When raw method is annotated as @tried
, invocations of real methods matching that raw method will be
automatically wrapped into Try
. Consequently, all real methods will be treated as if their result
type was Try[Result]
instead of actual Result
. For example, if raw method is encoded and its
(raw) result is Raw
then macro engine will search for implicit AsRaw/Real[Raw,Try[Result]]
instead of just
AsRaw/Real[Raw,Result]
Turns off raw value encoding as specified by encoded.
Turns off raw value encoding as specified by encoded. By default, single and optional raw parameters are already verbatim, so using verbatim only makes sense on multi raw parameters or raw methods themselves, which means turning off encoding of method's result.
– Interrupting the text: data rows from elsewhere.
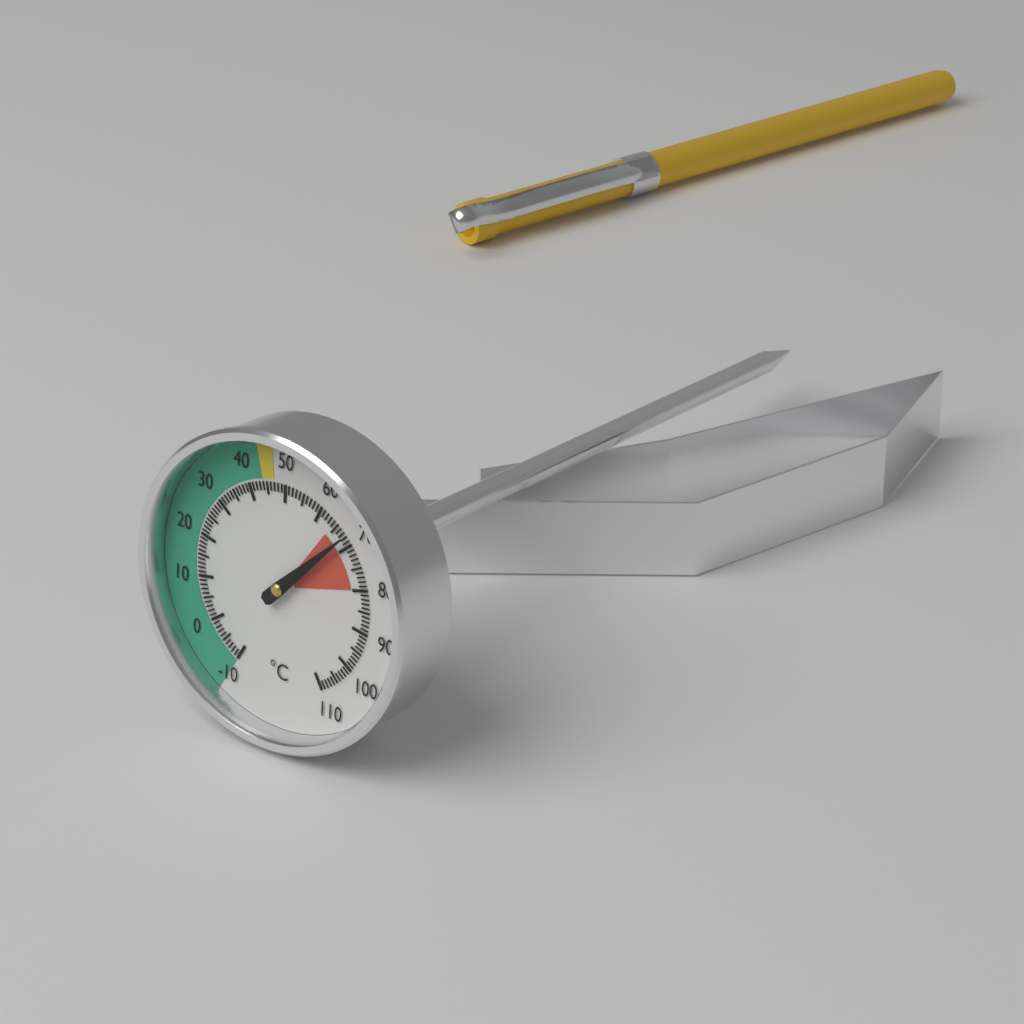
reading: 68 °C
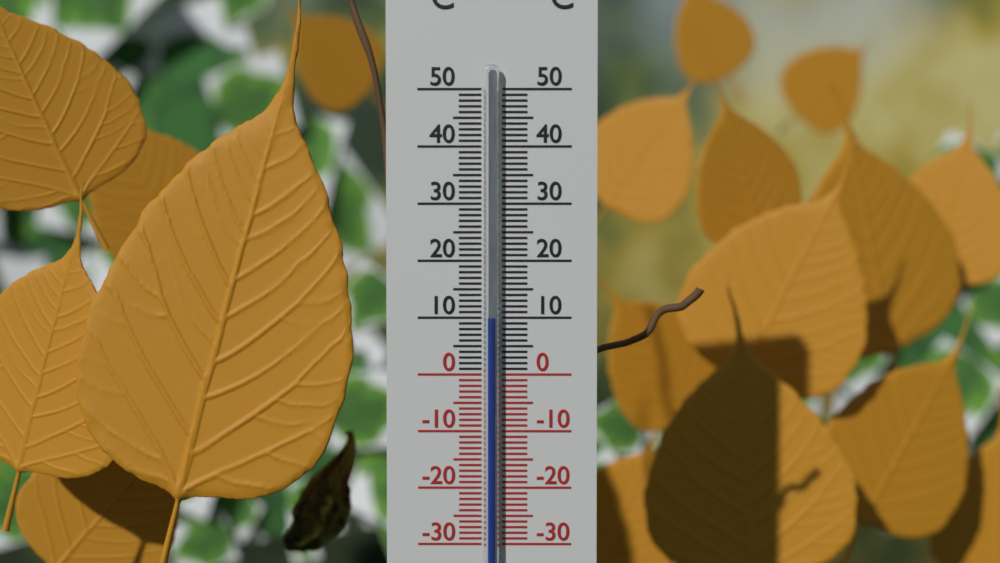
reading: 10 °C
When encoding is turned off, raw and real types must be exactly the same types. For example, the following raw RPC
definition will match only raw RPC traits whose methods take Int
s as parameters and return Double
s as values:
trait VerbatimRawRpc { @verbatim def call(@methodName rpcName: String, @multi @verbatim args: Map[String,Int]): Double }
Base trait for verbatim and encoded. These annotations can be applied either on a raw method or raw parameter in order to specify how matching real method results or matching real parameter values are encoded as raw values. Currently there are two possible cases: verbatim (no encoding) and encoded (encoding using
AsRaw
andAsReal
typeclasses). By default, method return values and multi parameters are encoded while single and optional parameters are verbatim. See documentation of verbatim and encoded for more details.